“What did it feel like when she died?” Abigail Bresner’s character asks the judge character in the movie, My Sister’s Keeper. The judge, played by Joan Cusack starts to cry and I hit pause on the movie to wipe the tears out of my eyes. I am holding my 7-week-old baby girl and the thought of losing her when she was just 12 years old (like in the movie) is abhorrent.
I am just at the beginning of the movie and I felt compelled to write something about it. I had read the book a few years ago, the title appealing directly to me. A sister is a title by which I define myself proudly. I take that role very seriously – and have for the last 29 years of my life.
I will no longer comment on the movie – but wanted to reflect on the book and the feelings it brought about in me – as a sister – and as a mother. When I first read it, I was only a mother of one. Now as a mother of two, I think about it slightly differently. But of course, since I’m blessed with two healthy children, my mind doesn’t even want to enter that compartment of ‘what-ifs’ in my brain.
I think about families with sick children all the time since my boyfriend has been entertaining seriously ill children at hospitals for the last 15 years. I hear about the stories in passing and each one has a poignantly stabbing effect on my heart. Each story makes me appreciate my children’s health. Every sad story makes me thank my lucky stars that it’s not me. Because I don’t think I could ever find the strength it takes to cope with one of life’s greatest challenges.

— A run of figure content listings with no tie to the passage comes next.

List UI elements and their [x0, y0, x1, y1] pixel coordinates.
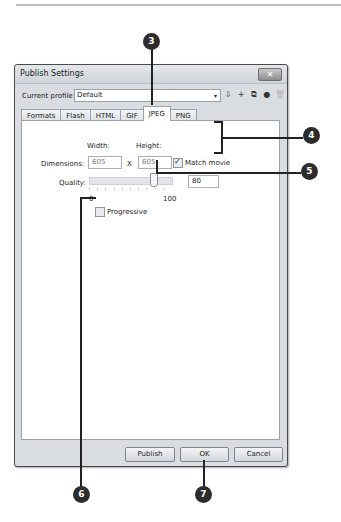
format-tabs: Formats Flash HTML GIF JPEG PNG	[21, 108, 196, 120]
slider-ticks	[89, 188, 171, 190]
dimensions-label: Dimensions:	[41, 160, 84, 168]
callout-6: 6	[73, 486, 90, 503]
delete-profile-icon[interactable]: 🗑	[275, 89, 285, 100]
dimension-separator: X	[127, 160, 132, 168]
callout-5-stem	[156, 160, 158, 172]
callout-3: 3	[143, 33, 160, 50]
callout-5: 5	[301, 163, 318, 180]
callout-4: 4	[303, 127, 320, 144]
publish-button[interactable]: Publish	[125, 447, 175, 462]
current-profile-value: Default	[77, 91, 103, 99]
profile-toolbar: ⇩ + ⧉ ● 🗑	[223, 89, 285, 101]
match-movie-label: Match movie	[185, 159, 230, 167]
match-movie-checkbox[interactable]: ✓	[173, 158, 183, 168]
quality-input[interactable]: 80	[188, 175, 219, 188]
dialog-title: Publish Settings	[20, 69, 84, 78]
duplicate-profile-icon[interactable]: ⧉	[249, 89, 259, 100]
tab-jpeg[interactable]: JPEG	[143, 106, 171, 121]
width-input[interactable]: 605	[88, 156, 122, 169]
cancel-button[interactable]: Cancel	[234, 447, 283, 462]
callout-6-hook	[80, 197, 96, 199]
progressive-checkbox[interactable]	[95, 207, 105, 217]
publish-settings-dialog: Publish Settings ✕ Current profile: Defa…	[14, 64, 288, 467]
height-label: Height:	[136, 142, 162, 150]
checkmark-icon: ✓	[174, 157, 181, 166]
callout-4-bracket-bottom	[214, 152, 223, 154]
callout-7: 7	[195, 486, 212, 503]
callout-5-line	[156, 172, 301, 174]
width-label: Width:	[87, 142, 110, 150]
callout-4-line	[223, 137, 303, 139]
add-profile-icon[interactable]: +	[236, 89, 246, 100]
import-export-profile-icon[interactable]: ⇩	[223, 89, 233, 100]
chevron-down-icon: ▾	[214, 90, 217, 101]
current-profile-label: Current profile:	[22, 92, 75, 100]
close-icon: ✕	[267, 70, 274, 79]
callout-6-line	[80, 197, 82, 487]
height-input[interactable]: 605	[138, 156, 172, 169]
callout-7-line	[203, 460, 205, 488]
profile-options-icon[interactable]: ●	[262, 89, 272, 100]
callout-4-bracket	[221, 121, 223, 154]
callout-3-line	[151, 49, 153, 105]
progressive-label: Progressive	[107, 208, 147, 216]
current-profile-select[interactable]: Default ▾	[74, 89, 221, 102]
quality-slider-thumb[interactable]	[150, 173, 158, 187]
callout-4-bracket-top	[214, 121, 223, 123]
page-rule	[16, 4, 341, 6]
close-button[interactable]: ✕	[258, 68, 282, 81]
quality-slider-track[interactable]	[89, 177, 173, 185]
quality-label: Quality:	[59, 179, 86, 187]
slider-max-label: 100	[163, 195, 176, 203]
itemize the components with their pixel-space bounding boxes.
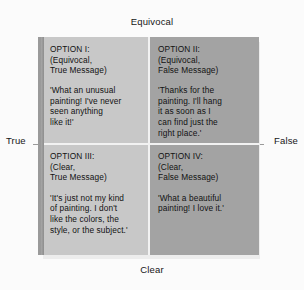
quadrant-quote: 'It's just not my kind of painting. I do… — [50, 193, 143, 235]
matrix-grid: OPTION I: (Equivocal, True Message) 'Wha… — [38, 37, 256, 255]
diagram-canvas: Equivocal True False Clear OPTION I: (Eq… — [0, 0, 304, 290]
axis-label-left: True — [6, 135, 26, 146]
quadrant-title: OPTION III: (Clear, True Message) — [50, 151, 143, 183]
quadrant-title: OPTION II: (Equivocal, False Message) — [158, 44, 253, 76]
quadrant-option-2[interactable]: OPTION II: (Equivocal, False Message) 'T… — [149, 37, 259, 144]
axis-label-top: Equivocal — [0, 16, 304, 27]
quadrant-matrix: OPTION I: (Equivocal, True Message) 'Wha… — [38, 37, 260, 259]
axis-label-right: False — [274, 135, 298, 146]
quadrant-title: OPTION I: (Equivocal, True Message) — [50, 44, 143, 76]
matrix-left-bevel — [41, 37, 44, 255]
quadrant-quote: 'Thanks for the painting. I'll hang it a… — [158, 85, 253, 138]
axis-label-bottom: Clear — [0, 264, 304, 275]
quadrant-option-4[interactable]: OPTION IV: (Clear, False Message) 'What … — [149, 144, 259, 255]
quadrant-option-3[interactable]: OPTION III: (Clear, True Message) 'It's … — [41, 144, 149, 255]
quadrant-title: OPTION IV: (Clear, False Message) — [158, 151, 253, 183]
quadrant-quote: 'What a beautiful painting! I love it.' — [158, 193, 253, 214]
quadrant-quote: 'What an unusual painting! I've never se… — [50, 85, 143, 127]
quadrant-option-1[interactable]: OPTION I: (Equivocal, True Message) 'Wha… — [41, 37, 149, 144]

My sister was born with one kidney; it functions perfectly – as good as another person’s two, as the doctors tell her. We found out when she was about 9; I was 15. From that time onward, I declared one of my kidneys on reserve for her. It was a thought I didn’t have to consider. If I could one day save my sister’s life – it would be my privilege. I wouldn’t hail myself a hero, more of a lucky problem solver. I hope I never live to see the day – but if it should happen – I’m ready, set, go.
In the story of the Sister’s Keeper, it was the younger sister (Anna), genetically engineered and born to save the older sister’s (Kate) life. Complications arose when Anna was 11 and she decided that she no longer wanted that role. She wanted control – and say – over her own body. So she sued her parents for medical emancipation. That’s the short version.
As a sister I can’t imagine not giving a kidney, if I was a fit. But I also can’t imagine knowing I was brought into this world just to have my body serve as an eternal medical band-aid for my dying sister. There must be a collective history of sadness and defeat that Anna’s character felt.
However, as a mother, you are stuck in the most tragic rock vs. hard place scenario; a living Sophie’s Choice. (Incidentally, I know the story of “Sophie’s Choice,” but have never had the courage to actually watch the movie.) As a mother, every instinct in your body is designed to help and save your children. I venture to say that there is very little we wouldn’t do to save our babies. But would we put one child’s life at risk to potentially save another? And how much suffering do you put one through for the sake of the other?
Sick children is wrong – like a major flaw in the programming of the human race.
When I finished the movie, I realized that they ended it sadly, but differently from the tragic ending in the book. I was left with the feeling of ultimate joy and gratitude for my healthy children and sister.